During our recent catch-up with Salesloft CEO Kyle Porter just prior to their $2.53Billion acquision, Kyle chatted about his latest learnings from fundraising.

The top one was that pre-IPO investors are now more interested in GRR — gross revenue retention before churn — than NRR.

Now, why would that be?

Of course, NRR is the compounding engine of growth in SaaS companies.  Top-tier NRR fuels unicorns and decacorns.  140% NRR of industry leaders means each $10m of ARR becomes $14m ARR then next year, then almost $20m ARR the following year, and so on.

NRR of 100% for SMBs, and 120%+ for enterprise is what makes SaaS in large part so appealing to investors and Wall Street.  At 140%+ MRR, you have an engine that doubles itself every 5 years or so.

But … Kyle’s point, and Wall Street’s, is that high NRR can also mask low net new account growth.  For example, we’ve recently seen several IPOs where the overall growth rate isn’t much higher than the NRR growth.  That means the vast majority of new revenue is coming from existing customers.  Indeed, we can see, for example, 73% of Salesforce’s revenue growth comes from its existing customers:

The risk is that the sales team and the revenue org puts too much effort at scale into the “easier” revenue in upsells and account growth, once a market begins to get harder to penetrate.   And not enough into the harder-to-acquire net new names.

I recently met with a late-stage start-up at $100m ARR growing 30% a year … good but not great at that scale.  But new logo growth was only 10%.  That means most of the growth is from the base.  Sustainable?  Perhaps.  But not a complete engine for future growth:

  • #1. The risk of “over-focusing” on upsells over new bookings is a fair and real concern as you scale.  A good yardstick is 50/50.  I.e., at least 50% of your bookings from new accounts and new logos.  At least, until you are huge.  Well past $100m ARR.

 

  • #2. Make sure your net logo retention is just as high, relatively speaking to comparables, as your NRR.  80% logo retention for SMBs, 90% for mid-market, and 95% for enterprise are rough best-of-breed metrics.  ServiceNow, with primarily $1m+ ACV enterprise deals and 3-year contracts, has a stunning 99% logo renewal rate.  If your NRR is high — but your logo retention isn’t — then you really aren’t growing for the long term.

High NRR is key to compounding in SaaS.  It should be one of your Top 5 metrics.  Mathematically, it’s more important than GRR.

But if you make it a goal ahead of net new logo growth and logo retention, you may end up creating an incentive to harvest your existing customer base too early.

Aim for at least 50/50.  50% of your growth and new bookings from new logos.  Combine that with top-tier NRR, and then you really have a decade to run.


Aim of the exercise: Search the data for the word "mckeyi" and copy every line that contains it.

*** Material provided ***

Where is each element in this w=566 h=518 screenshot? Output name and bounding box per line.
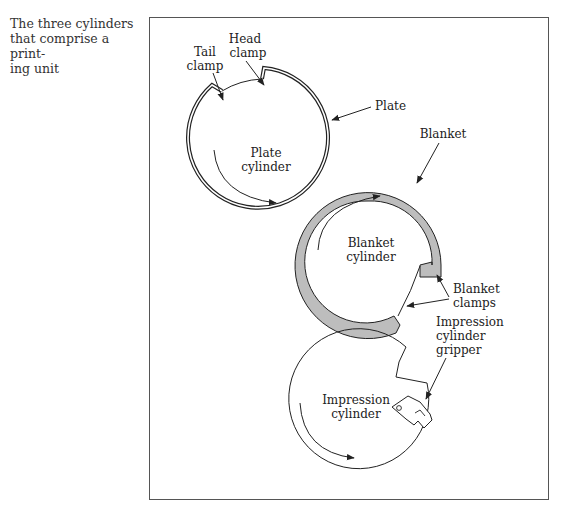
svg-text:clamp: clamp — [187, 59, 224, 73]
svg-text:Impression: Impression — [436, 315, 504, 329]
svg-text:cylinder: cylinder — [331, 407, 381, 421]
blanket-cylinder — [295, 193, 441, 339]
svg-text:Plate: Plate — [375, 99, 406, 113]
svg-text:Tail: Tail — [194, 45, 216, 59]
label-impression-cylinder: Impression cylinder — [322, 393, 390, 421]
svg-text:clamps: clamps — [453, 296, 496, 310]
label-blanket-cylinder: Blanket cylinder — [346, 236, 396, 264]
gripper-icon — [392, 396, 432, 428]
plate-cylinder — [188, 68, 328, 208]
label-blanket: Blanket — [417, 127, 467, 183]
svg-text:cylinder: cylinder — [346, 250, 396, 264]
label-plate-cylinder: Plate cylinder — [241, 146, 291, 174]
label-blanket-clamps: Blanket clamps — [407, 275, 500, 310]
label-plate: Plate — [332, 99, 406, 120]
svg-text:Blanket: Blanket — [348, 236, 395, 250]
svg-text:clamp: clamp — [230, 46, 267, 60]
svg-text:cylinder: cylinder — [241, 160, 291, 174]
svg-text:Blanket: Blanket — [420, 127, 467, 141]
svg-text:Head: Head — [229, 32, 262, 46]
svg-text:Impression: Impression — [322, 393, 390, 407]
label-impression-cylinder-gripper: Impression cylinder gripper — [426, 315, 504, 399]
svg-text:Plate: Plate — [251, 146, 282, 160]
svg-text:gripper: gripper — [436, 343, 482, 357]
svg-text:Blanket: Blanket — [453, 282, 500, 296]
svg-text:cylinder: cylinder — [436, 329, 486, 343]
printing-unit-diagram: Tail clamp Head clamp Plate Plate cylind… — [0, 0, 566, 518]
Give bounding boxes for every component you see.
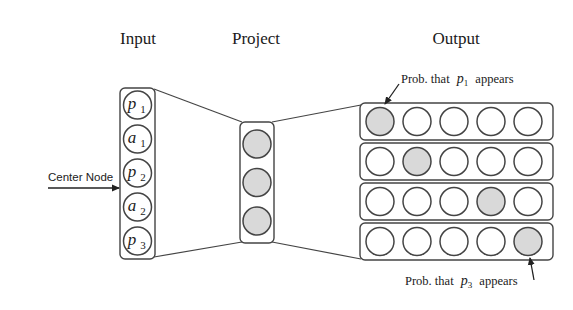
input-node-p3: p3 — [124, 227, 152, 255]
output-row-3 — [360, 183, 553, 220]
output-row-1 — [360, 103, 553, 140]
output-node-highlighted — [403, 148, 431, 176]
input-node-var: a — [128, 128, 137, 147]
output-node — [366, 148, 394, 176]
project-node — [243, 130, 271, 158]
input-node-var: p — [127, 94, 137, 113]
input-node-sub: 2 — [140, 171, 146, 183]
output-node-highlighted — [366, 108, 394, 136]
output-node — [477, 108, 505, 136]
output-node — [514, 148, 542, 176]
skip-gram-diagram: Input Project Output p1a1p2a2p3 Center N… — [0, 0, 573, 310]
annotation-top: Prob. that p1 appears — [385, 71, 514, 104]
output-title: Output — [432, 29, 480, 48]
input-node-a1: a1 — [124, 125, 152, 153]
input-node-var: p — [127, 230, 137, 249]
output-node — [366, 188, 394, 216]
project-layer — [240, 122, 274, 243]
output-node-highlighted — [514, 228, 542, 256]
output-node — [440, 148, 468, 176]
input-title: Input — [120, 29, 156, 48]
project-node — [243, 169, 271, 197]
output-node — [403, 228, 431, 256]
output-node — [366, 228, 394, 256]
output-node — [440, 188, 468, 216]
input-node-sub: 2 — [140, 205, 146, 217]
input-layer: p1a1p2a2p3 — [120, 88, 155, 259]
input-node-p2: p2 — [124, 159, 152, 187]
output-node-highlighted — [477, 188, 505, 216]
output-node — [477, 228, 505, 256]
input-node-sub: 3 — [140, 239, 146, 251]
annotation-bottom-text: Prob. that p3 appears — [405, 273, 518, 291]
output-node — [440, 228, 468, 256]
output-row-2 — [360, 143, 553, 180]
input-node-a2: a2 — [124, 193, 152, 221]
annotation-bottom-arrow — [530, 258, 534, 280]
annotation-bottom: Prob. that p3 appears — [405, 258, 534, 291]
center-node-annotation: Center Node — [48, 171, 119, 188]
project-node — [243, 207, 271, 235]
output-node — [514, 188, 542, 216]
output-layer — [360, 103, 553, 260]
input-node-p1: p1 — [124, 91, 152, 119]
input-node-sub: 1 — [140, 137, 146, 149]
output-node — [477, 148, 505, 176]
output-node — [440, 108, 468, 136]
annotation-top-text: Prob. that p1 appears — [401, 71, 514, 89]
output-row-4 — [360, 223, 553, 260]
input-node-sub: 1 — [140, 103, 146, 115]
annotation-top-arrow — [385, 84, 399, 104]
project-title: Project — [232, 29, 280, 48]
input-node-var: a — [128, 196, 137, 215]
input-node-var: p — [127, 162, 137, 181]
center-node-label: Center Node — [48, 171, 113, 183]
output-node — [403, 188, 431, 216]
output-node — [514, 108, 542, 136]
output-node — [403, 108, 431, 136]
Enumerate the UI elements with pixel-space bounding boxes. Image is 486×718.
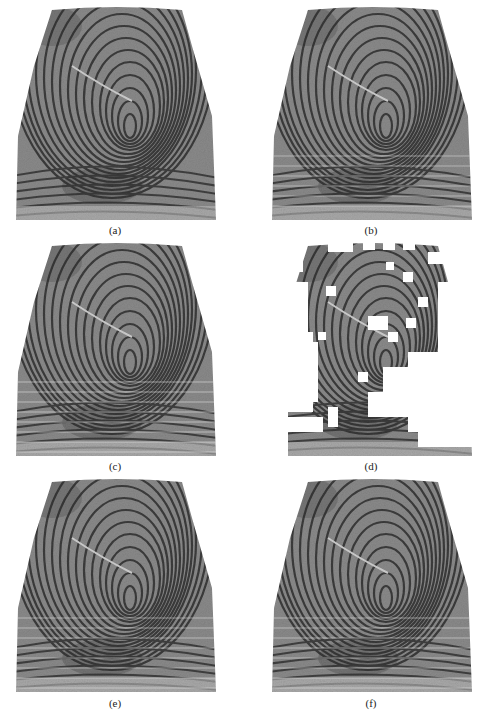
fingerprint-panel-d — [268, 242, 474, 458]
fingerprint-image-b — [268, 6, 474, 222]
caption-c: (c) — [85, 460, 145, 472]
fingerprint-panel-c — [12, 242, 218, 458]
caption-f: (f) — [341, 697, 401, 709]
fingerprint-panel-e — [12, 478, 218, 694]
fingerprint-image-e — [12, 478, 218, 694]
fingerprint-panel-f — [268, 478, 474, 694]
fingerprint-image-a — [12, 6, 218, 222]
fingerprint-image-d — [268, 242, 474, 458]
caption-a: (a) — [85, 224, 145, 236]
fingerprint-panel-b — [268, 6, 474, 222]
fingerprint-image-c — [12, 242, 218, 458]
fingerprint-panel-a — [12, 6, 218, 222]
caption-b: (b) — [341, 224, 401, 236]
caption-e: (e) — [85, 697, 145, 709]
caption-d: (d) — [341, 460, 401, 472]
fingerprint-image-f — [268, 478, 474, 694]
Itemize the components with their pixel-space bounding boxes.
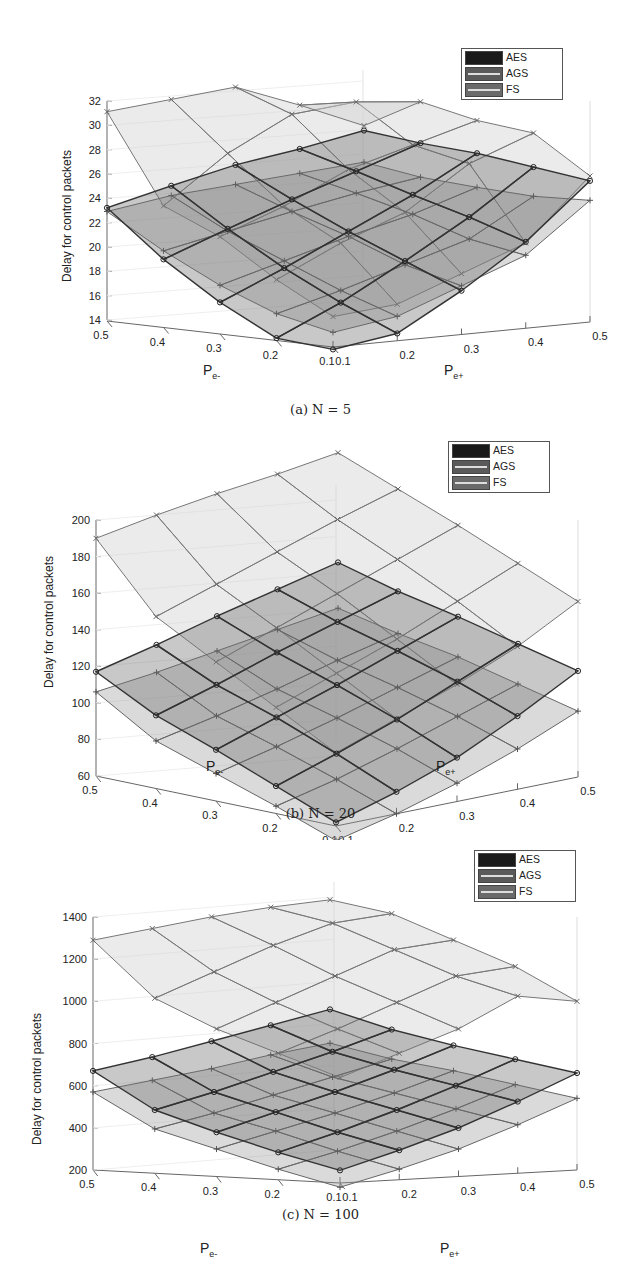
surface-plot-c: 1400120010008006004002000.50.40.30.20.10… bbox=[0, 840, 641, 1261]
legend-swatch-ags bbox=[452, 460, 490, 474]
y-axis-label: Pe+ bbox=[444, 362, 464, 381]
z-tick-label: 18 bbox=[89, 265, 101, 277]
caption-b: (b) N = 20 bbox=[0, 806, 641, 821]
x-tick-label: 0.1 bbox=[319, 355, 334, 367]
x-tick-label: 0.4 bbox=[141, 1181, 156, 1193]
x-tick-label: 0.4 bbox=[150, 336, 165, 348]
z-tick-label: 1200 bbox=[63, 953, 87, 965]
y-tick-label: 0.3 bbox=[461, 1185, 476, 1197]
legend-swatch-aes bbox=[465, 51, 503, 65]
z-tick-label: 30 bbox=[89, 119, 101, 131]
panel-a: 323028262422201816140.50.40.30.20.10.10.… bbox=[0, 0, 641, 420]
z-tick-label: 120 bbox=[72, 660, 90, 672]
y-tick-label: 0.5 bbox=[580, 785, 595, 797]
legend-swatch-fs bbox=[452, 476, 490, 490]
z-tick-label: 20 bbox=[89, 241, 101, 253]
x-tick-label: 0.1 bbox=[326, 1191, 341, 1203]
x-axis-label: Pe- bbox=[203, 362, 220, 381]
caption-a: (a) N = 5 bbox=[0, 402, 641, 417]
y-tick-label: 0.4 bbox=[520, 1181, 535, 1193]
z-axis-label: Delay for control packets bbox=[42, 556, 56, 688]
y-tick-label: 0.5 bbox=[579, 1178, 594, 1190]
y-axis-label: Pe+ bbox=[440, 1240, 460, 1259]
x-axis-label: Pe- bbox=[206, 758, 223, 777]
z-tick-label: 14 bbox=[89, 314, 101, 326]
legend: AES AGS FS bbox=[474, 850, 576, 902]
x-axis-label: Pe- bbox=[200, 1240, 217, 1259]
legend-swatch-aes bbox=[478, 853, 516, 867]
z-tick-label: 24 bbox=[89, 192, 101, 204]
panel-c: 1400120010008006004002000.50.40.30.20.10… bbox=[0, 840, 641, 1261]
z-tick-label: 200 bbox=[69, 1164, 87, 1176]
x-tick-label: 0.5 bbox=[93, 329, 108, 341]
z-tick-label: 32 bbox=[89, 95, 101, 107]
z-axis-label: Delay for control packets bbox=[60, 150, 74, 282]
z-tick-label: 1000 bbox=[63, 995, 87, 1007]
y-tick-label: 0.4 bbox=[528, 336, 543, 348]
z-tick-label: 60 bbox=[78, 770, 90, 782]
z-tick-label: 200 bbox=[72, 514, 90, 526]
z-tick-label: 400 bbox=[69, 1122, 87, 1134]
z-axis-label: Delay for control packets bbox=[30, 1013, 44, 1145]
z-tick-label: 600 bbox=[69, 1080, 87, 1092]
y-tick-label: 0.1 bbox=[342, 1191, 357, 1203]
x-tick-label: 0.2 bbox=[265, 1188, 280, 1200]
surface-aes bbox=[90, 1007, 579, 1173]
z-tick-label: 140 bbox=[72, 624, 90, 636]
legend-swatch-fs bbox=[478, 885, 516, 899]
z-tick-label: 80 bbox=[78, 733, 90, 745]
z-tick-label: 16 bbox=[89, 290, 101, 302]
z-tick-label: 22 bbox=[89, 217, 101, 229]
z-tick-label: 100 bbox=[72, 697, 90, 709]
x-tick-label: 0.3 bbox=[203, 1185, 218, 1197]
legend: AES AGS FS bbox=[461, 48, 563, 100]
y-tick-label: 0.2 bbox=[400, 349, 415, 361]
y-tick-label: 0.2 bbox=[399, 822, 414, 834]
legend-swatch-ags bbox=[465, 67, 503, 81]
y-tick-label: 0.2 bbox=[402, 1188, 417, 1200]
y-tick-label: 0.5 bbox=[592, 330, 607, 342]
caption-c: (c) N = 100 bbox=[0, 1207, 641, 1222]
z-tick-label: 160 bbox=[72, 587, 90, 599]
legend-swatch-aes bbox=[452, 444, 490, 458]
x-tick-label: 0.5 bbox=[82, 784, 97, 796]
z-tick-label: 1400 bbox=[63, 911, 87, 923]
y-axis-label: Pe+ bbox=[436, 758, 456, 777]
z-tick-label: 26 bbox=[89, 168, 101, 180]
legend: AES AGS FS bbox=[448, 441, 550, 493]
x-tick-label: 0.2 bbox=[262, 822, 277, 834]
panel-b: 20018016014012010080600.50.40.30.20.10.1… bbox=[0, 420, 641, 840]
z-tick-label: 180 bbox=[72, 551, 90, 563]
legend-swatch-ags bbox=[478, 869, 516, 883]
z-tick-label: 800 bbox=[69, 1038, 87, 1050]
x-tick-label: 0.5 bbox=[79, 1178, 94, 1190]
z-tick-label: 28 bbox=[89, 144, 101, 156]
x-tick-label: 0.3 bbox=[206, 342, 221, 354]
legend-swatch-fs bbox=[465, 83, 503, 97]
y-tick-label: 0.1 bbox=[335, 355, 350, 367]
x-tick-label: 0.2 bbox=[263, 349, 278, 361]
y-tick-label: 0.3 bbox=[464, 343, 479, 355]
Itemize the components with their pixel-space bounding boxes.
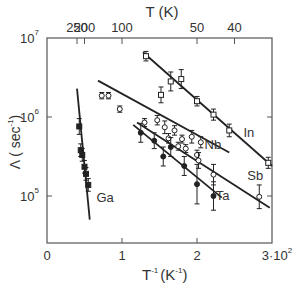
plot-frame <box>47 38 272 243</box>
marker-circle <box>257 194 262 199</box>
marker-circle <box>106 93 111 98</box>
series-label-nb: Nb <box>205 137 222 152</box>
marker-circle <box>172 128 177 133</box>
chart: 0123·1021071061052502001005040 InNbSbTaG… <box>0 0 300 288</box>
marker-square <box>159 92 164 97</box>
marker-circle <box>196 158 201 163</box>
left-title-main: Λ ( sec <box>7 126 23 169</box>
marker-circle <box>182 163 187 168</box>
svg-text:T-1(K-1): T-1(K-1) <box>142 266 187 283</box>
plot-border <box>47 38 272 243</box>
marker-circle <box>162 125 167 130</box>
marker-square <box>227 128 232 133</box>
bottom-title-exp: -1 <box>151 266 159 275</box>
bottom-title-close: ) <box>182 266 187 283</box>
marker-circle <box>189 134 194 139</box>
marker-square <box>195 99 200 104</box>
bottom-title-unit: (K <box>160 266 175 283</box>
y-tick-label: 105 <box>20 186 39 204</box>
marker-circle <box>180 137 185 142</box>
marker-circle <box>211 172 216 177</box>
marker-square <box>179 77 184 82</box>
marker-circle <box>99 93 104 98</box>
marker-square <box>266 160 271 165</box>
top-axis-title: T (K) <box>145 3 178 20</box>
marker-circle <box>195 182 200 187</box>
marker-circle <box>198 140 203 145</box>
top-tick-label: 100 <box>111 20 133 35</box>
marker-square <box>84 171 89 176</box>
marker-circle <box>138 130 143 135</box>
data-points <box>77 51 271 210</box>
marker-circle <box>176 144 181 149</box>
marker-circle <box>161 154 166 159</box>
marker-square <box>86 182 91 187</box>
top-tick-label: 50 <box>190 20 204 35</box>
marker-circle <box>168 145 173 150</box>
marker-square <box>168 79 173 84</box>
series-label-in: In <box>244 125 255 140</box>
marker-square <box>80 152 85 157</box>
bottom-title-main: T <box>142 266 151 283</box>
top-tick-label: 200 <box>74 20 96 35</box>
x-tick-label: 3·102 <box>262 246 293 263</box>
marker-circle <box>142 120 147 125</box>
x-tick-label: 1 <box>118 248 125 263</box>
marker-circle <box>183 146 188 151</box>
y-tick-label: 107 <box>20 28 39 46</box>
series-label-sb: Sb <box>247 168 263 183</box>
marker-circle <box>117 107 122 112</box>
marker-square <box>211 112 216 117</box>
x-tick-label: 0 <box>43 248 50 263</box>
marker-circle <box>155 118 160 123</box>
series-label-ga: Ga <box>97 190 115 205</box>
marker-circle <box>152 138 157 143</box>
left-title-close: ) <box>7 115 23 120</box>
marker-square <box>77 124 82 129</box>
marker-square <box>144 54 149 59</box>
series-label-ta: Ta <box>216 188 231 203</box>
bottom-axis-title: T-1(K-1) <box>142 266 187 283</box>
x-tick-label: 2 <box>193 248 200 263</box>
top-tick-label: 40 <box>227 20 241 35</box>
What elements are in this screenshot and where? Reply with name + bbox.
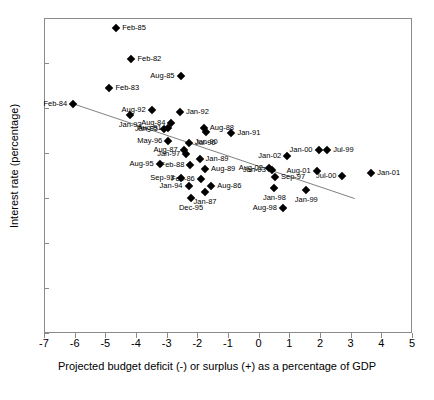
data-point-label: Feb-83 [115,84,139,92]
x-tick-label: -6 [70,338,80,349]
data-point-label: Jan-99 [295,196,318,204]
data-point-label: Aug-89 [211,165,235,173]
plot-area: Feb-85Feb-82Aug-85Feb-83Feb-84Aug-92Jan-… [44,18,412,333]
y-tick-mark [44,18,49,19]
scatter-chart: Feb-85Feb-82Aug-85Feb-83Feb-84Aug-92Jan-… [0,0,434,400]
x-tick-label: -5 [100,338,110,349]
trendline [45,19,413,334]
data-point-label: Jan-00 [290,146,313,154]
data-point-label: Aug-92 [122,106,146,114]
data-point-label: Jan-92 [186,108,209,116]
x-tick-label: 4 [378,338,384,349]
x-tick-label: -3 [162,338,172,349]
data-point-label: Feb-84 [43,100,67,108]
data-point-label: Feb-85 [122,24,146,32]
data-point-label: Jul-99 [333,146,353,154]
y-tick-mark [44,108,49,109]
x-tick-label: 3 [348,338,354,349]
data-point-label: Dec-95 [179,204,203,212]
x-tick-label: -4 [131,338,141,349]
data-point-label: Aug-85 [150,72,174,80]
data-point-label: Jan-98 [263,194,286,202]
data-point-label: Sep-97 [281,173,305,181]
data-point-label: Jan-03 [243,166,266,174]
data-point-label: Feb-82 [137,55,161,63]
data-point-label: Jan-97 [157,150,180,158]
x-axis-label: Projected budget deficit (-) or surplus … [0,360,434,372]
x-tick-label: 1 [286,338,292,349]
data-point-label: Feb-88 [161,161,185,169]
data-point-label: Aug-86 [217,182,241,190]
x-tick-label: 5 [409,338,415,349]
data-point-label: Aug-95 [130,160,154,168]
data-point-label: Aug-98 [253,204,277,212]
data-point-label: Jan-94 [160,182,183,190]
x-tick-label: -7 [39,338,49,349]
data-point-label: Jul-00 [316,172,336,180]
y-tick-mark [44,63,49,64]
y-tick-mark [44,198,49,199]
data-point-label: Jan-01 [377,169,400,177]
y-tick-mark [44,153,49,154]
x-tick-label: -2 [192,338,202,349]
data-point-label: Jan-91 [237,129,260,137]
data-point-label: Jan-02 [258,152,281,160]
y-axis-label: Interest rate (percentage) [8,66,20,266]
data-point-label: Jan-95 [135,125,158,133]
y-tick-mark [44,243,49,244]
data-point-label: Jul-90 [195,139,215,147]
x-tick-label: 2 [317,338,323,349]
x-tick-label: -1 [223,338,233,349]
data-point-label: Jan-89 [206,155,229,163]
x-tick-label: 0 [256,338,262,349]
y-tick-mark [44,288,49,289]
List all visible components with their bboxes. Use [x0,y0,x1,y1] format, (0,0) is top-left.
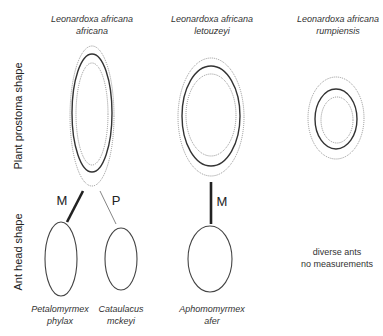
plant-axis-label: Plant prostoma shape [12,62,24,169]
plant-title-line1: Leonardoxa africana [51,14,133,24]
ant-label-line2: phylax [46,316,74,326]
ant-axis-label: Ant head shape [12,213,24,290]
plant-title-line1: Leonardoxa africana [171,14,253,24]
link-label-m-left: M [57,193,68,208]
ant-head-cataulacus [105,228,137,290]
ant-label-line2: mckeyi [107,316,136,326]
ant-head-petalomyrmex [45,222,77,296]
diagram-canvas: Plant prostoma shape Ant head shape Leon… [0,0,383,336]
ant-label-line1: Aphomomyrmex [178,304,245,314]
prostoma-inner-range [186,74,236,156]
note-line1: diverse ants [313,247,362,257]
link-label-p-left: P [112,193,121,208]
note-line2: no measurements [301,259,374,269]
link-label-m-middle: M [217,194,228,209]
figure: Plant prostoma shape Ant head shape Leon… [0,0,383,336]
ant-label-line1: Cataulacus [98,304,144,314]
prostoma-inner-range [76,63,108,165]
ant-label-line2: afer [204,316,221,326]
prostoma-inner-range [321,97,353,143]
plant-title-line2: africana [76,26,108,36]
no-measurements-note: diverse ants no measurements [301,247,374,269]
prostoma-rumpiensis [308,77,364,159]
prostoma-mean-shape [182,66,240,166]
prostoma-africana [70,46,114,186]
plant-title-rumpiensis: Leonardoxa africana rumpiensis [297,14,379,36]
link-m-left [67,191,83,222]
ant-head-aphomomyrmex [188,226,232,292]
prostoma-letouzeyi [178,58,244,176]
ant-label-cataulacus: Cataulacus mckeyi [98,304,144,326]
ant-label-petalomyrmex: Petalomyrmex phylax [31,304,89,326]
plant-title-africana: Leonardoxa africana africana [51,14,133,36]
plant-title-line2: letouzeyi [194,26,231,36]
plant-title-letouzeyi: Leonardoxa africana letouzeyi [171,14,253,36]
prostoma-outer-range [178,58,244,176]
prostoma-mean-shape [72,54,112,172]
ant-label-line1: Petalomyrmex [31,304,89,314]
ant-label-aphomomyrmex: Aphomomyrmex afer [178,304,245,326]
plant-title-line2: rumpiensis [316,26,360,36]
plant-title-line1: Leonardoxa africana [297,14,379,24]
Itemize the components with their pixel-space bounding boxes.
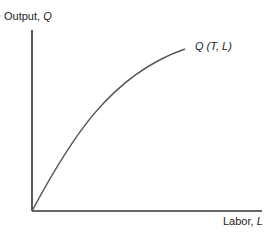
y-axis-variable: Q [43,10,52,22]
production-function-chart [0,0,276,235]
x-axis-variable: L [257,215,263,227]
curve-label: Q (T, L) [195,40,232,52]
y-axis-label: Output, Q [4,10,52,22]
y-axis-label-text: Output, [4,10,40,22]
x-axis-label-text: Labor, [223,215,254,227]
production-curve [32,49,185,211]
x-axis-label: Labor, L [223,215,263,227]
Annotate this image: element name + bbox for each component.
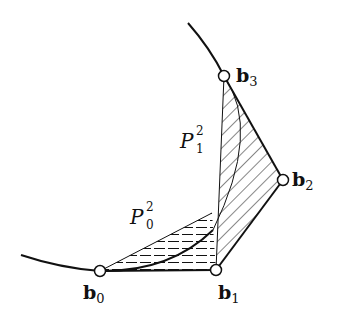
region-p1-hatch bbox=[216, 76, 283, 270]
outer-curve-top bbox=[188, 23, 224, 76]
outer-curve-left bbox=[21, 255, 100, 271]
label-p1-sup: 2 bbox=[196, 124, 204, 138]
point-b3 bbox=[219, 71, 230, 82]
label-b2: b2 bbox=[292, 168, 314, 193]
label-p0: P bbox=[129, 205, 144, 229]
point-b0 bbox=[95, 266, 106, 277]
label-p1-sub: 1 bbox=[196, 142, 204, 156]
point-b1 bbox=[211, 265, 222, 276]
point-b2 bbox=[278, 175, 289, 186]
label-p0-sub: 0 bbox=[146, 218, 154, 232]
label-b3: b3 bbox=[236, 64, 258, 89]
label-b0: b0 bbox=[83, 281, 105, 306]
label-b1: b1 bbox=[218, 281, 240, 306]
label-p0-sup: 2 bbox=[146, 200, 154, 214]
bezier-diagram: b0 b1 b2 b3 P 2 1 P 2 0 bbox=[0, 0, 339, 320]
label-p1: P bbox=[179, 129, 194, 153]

*** End of Material provided ***

Finished task:
ant-label-line2: mckeyi [107,316,136,326]
ant-label-cataulacus: Cataulacus mckeyi [98,304,144,326]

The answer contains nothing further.